The Italian Fascists desired a new social order based on the ancient feudal principle of delegation (though without serfdom) in their enthusiasm for the corporate state. Benito Mussolini said that "fascism is reaction" and that "fascism, which did not fear to call itself reactionary... has not today any impediment against declaring itself illiberal and anti-liberal."Gerarchia, March, 1923 quoted in George Seldes, Facts and Fascism, eighth edition, New York: In Fact, 1943, p. 277. Giovanni Gentile and Mussolini also attacked certain reactionary policies, particularly monarchism, and veiled some aspects of Italian conservative Catholicism. They wrote, "History doesn't travel backwards. The fascist doctrine has not taken Joseph de Maistre as its prophet. Monarchical absolutism is of the past, and so is ecclesiolatry." They further elaborated in their political doctrine that fascism "is not reactionary in but revolutionary."
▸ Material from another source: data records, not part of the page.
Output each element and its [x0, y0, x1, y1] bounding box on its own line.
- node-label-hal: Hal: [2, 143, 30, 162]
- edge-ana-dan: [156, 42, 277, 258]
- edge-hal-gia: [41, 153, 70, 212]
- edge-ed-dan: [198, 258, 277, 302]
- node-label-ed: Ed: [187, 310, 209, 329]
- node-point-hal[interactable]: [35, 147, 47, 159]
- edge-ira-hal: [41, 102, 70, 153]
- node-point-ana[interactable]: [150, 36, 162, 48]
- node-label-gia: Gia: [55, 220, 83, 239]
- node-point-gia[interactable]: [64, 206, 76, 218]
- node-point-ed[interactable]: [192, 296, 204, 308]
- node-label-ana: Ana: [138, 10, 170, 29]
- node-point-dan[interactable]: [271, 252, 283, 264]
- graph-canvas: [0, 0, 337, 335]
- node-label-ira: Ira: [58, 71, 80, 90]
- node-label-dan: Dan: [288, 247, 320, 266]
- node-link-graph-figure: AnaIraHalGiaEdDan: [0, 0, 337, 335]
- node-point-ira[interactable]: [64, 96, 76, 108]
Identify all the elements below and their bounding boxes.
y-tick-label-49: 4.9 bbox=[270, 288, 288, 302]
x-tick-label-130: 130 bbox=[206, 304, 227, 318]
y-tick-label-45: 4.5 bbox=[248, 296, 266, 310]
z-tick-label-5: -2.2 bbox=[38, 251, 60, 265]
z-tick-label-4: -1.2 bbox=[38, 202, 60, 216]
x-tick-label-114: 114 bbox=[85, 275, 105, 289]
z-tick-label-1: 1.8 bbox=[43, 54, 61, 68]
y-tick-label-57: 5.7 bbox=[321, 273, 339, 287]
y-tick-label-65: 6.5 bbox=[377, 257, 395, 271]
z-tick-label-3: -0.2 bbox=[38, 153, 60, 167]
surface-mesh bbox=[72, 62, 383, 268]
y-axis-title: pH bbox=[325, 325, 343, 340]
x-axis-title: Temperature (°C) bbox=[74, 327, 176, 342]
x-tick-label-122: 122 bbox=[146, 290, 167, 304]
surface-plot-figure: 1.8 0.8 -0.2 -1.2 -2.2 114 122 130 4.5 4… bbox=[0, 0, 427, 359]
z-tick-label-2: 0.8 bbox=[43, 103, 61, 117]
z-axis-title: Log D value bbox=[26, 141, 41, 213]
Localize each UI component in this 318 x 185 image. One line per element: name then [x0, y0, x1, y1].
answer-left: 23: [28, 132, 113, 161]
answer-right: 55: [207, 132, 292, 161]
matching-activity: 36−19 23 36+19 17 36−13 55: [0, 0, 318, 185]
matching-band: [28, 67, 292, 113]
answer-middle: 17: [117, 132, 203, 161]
Conversely, they explained that fascism was of the right, not the left. Fascism was certainly not simply a return to tradition, as it carried the centralized state beyond even what had been seen in absolute monarchies. Fascist were as centralized as most communist states, and fascism's intense nationalism was not found in the period prior to the French Revolution.
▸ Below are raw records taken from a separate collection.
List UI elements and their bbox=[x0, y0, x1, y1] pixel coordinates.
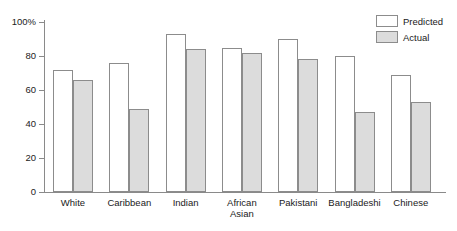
bar-predicted-caribbean bbox=[109, 63, 129, 192]
bar-actual-pakistani bbox=[298, 59, 318, 192]
bar-actual-african-asian bbox=[242, 53, 262, 192]
bar-predicted-pakistani bbox=[278, 39, 298, 192]
bar-predicted-white bbox=[53, 70, 73, 192]
legend-item-actual: Actual bbox=[376, 29, 456, 45]
y-axis-tick-label: 40 bbox=[0, 119, 36, 129]
x-axis-label: Chinese bbox=[371, 197, 451, 208]
y-axis-tick bbox=[39, 158, 45, 159]
y-axis-tick-label: 80 bbox=[0, 51, 36, 61]
y-axis-tick-label: 20 bbox=[0, 153, 36, 163]
y-axis-tick bbox=[39, 56, 45, 57]
y-axis-tick bbox=[39, 22, 45, 23]
y-axis-tick bbox=[39, 90, 45, 91]
y-axis-tick-label: 100% bbox=[0, 17, 36, 27]
bar-predicted-chinese bbox=[391, 75, 411, 192]
y-axis-tick-label: 0 bbox=[0, 187, 36, 197]
legend-swatch-predicted bbox=[376, 15, 398, 27]
y-axis-tick bbox=[39, 192, 45, 193]
y-axis-tick bbox=[39, 124, 45, 125]
bar-actual-bangladeshi bbox=[355, 112, 375, 192]
bar-actual-white bbox=[73, 80, 93, 192]
bar-actual-caribbean bbox=[129, 109, 149, 192]
bar-predicted-indian bbox=[166, 34, 186, 192]
y-axis-tick-label: 60 bbox=[0, 85, 36, 95]
y-axis-line bbox=[44, 20, 45, 193]
bar-actual-chinese bbox=[411, 102, 431, 192]
bar-actual-indian bbox=[186, 49, 206, 192]
legend-item-predicted: Predicted bbox=[376, 13, 456, 29]
x-axis-line bbox=[44, 192, 446, 193]
legend-swatch-actual bbox=[376, 31, 398, 43]
legend-label-actual: Actual bbox=[403, 32, 429, 43]
bar-chart: 020406080100% WhiteCaribbeanIndianAfrica… bbox=[0, 0, 457, 231]
legend-label-predicted: Predicted bbox=[403, 16, 443, 27]
legend: Predicted Actual bbox=[376, 13, 456, 45]
bar-predicted-african-asian bbox=[222, 48, 242, 193]
bar-predicted-bangladeshi bbox=[335, 56, 355, 192]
Although the German did not consider themselves fascists or reactionaries and condemned the traditional German forces of reaction (Prussian , Junker nobility, and Roman Catholic clergy) as being among their enemies, next to their Red Front enemies in the Nazi Party march Die Fahne hoch, they virulently opposed revolutionary leftism. The fact that the Nazis called their 1933 rise to power the Volksgemeinschaft (national revolution) showed that, like the Italian Fascists, they supported some form of revolution; however, the Germans and Italian fascists both idealized tradition, folklore, and the tenets of classical thought and leadership, as exemplified in Nazi-era Germany by the idolization of Frederick the Great. They also rejected the Weimar Republic parliamentary era under the Weimar Constitution, which had succeeded the monarchy in 1918, despite it also being capitalist and classical. Although claiming to be separate from reactionism, the Nazis' rejection of Weimar was based on ostensibly reactionary principles, as the Nazis claimed that the parliamentary system was simply the first step towards Bolshevism and instead idealized more reactionary parts of Germany's past. They referred to Nazi Germany as the German Realm and informally as the Drittes Reich (Third Realm), a reference to past reactionary German entities: the Holy Roman Empire (First Realm) and the German Empire (Second Realm).
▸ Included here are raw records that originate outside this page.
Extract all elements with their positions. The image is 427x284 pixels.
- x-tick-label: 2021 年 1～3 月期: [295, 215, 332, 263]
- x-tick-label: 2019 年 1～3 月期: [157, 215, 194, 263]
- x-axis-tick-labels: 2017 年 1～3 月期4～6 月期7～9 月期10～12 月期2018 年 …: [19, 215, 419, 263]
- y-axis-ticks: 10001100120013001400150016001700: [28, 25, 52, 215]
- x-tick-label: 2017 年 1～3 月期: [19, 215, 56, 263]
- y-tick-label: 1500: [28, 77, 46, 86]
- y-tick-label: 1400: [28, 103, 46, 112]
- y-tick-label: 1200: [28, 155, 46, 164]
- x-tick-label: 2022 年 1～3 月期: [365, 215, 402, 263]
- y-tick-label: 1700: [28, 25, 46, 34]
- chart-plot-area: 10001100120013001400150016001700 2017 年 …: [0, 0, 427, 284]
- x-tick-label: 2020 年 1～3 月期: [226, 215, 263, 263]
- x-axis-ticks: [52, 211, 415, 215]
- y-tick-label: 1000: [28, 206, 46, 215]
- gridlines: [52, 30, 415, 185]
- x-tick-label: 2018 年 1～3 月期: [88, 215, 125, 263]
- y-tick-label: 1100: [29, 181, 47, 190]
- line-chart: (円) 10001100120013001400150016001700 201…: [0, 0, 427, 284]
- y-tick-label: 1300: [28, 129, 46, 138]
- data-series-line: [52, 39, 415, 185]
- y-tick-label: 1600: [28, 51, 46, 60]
Clericalist movements, sometimes labeled as clerical fascist by their critics, can be considered reactionaries in terms of the 19th century since they share some elements of fascism while at the same time promoting a return to the pre-revolutionary model of social relations, with a strong role for the Church. Their utmost philosopher was Nicolás Gómez Dávila.
Political scientist Corey Robin argues in his 2011 book The Reactionary Mind that modern conservatism in the United States is "inherently reactionary".
"Neo-reactionary" is a term that is sometimes a self-description of an informal group of online political theorists who have been active since the 2000s. The phrase "neo-reactionary" was coined by "Mencius Moldbug" (the pseudonym of Curtis Yarvin, a computer programmer) in 2008. (George Orwell used it in a different context in 1943 – ) Arnold Kling used it in 2010 to describe "Moldbug", and the subculture quickly adopted it. Proponents of the "Neo-reactionary" movement (also called the "Dark Enlightenment" movement) include philosopher Nick Land, among others.